Leading economists from France and Germany on Wednesday called for new fiscal rules for the eurozone and the creation of an independent watchdog to help to make the single currency more resilient against crises in the future.
In a 33-page paper, the economists warned that even if the single currency area was "finally experiencing a robust recovery... after nearly a decade of stagnation", it "remains fragile."
Germany and France are currently trying to inject new momentum into stalled EU reform efforts.
And the economists' "blueprint for reform" is intended to bridge German demands for more fiscal discipline and France's insistence on more risk-sharing.
The paper, entitled "Reconciling risk-sharing with market discipline: A constructive approach to eurozone reform", is authored by top economists from institutes such as Bruegel, Ifo and DIW, as well as Sciences Po in Paris.
Despite the ongoing economic recovery, the case "for a reform of the eurozone architecture is strong", the economists said, calling for "a shift in the fiscal and financial governance of the eurozone."
The fiscal rules laid out in the EU's Stability and Growth Pact -- notably the rule that member states are not allowed to run up deficits in excess of 3.0 percent of their economies -- "have not worked well," the economists wrote.
- 'Transparent and simple' -
"Excessive public debts have accumulated because of banking crises and the Great Recession (of 2008), but also because either countries did not abide by European fiscal rules or the rules were not sufficiently stringent in good times."
The poor functioning of the current fiscal rules was due both to their design and the way in which they are monitored and enforced, the economists argued.
"Deficit targets give rise to pro-cyclical fiscal policy -– for example, higher expenditures in good times and lower expenditure in bad times," they complained.

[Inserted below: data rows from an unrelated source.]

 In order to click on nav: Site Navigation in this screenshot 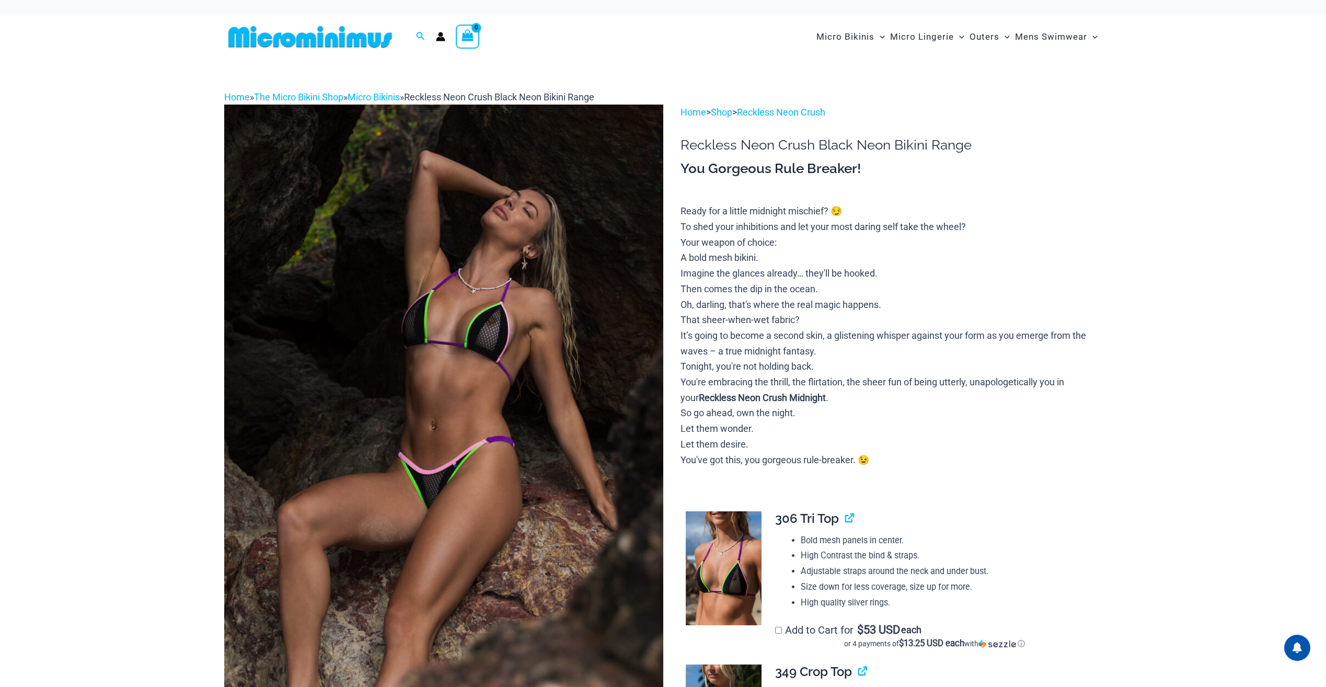, I will do `click(957, 37)`.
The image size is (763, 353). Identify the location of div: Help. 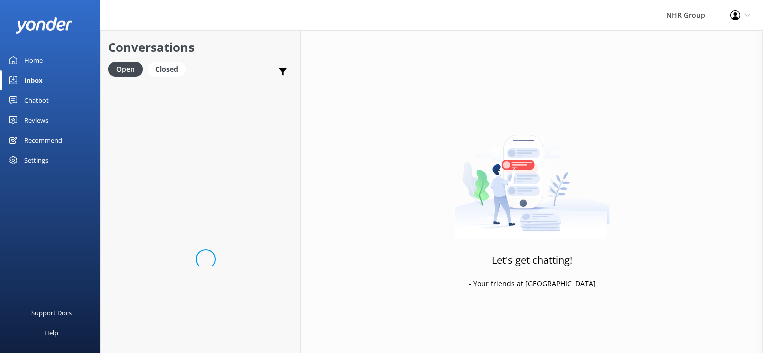
(51, 333).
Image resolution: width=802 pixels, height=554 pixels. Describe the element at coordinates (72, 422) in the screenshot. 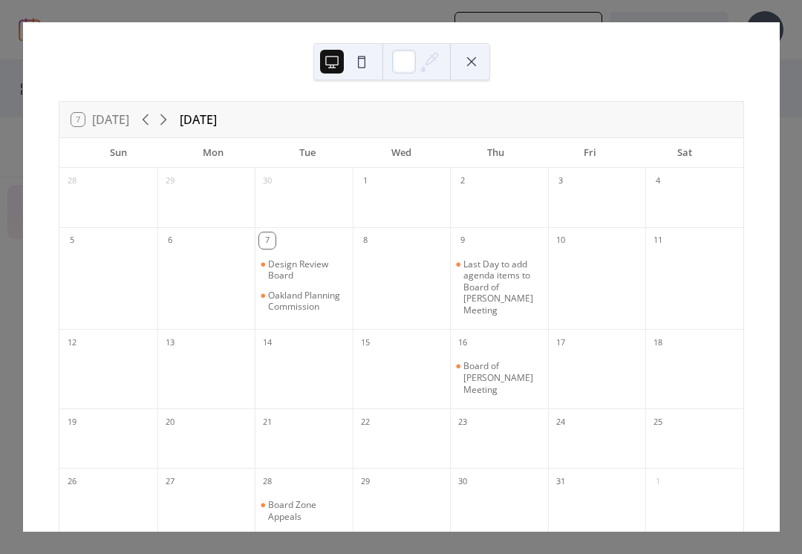

I see `div: 19` at that location.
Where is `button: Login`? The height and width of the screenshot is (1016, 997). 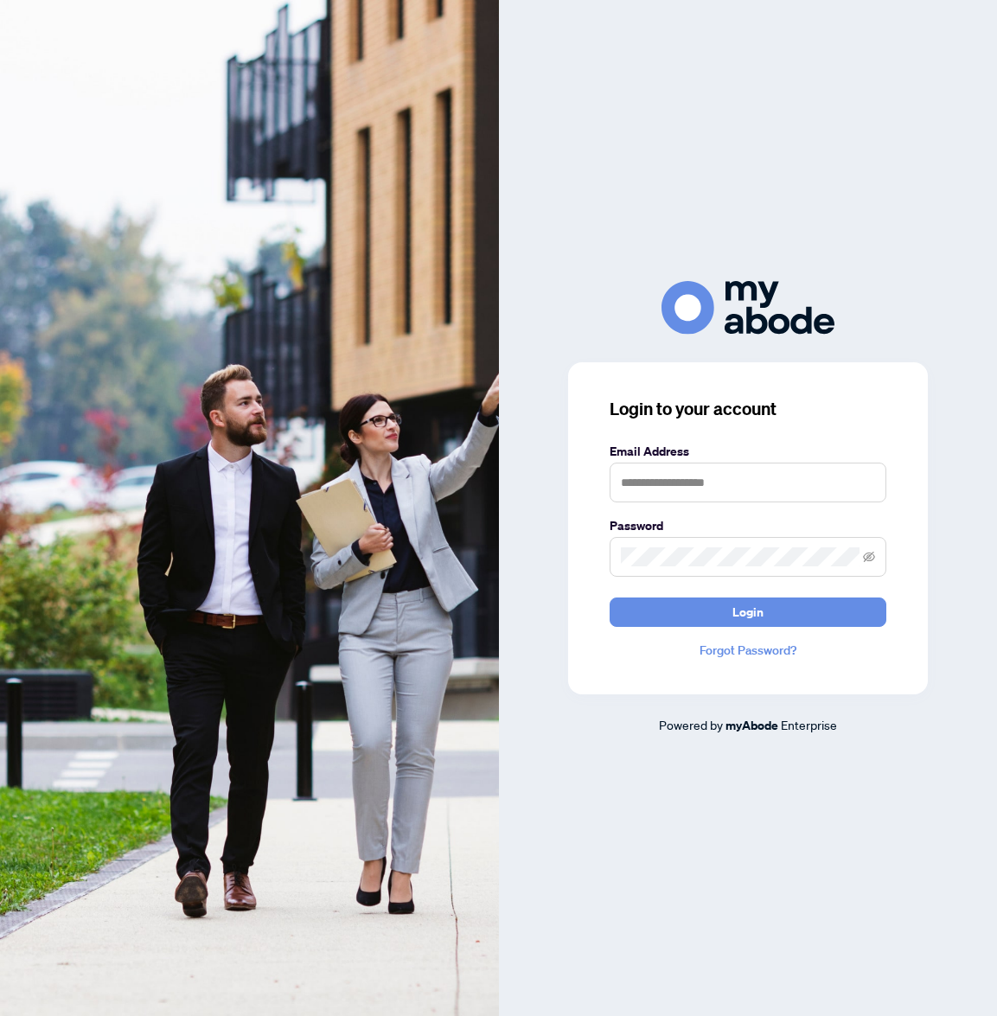
button: Login is located at coordinates (748, 612).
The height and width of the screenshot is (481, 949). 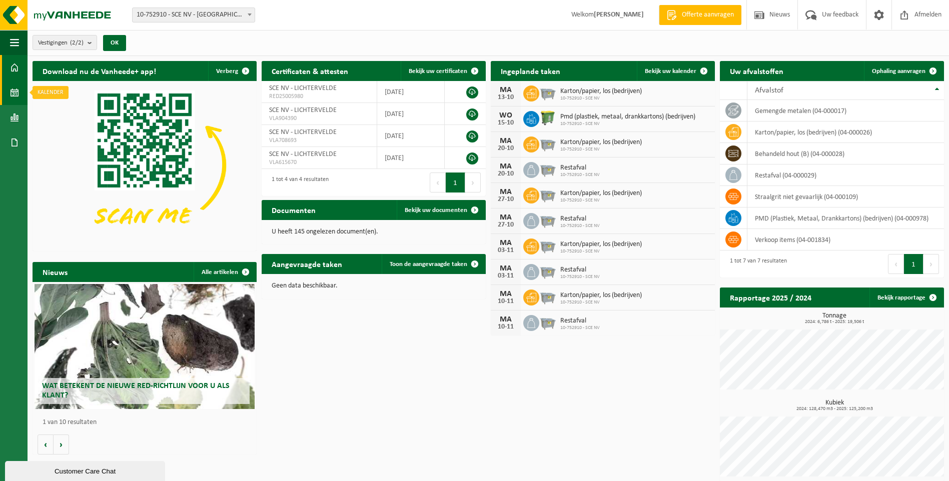 I want to click on a: Bekijk rapportage, so click(x=906, y=298).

Fiscal rules should be "as transparent and simple as possible," the economists wrote.
Monitoring should occur both at a national level -– by an independent national fiscal council –- and "under the oversight of a eurozone fiscal watchdog," the economists suggested.
And enforcement "cannot rely solely on the threat of penalties that are unlikely to be credible," the economists wrote.
"We are drawing the lessons from the eurozone crisis, saying that there was a lack of solidarity, but also a lack of responsibility before the crisis," one of the authors, Philippe Martin, professor at Sciences Po Paris, told AFP.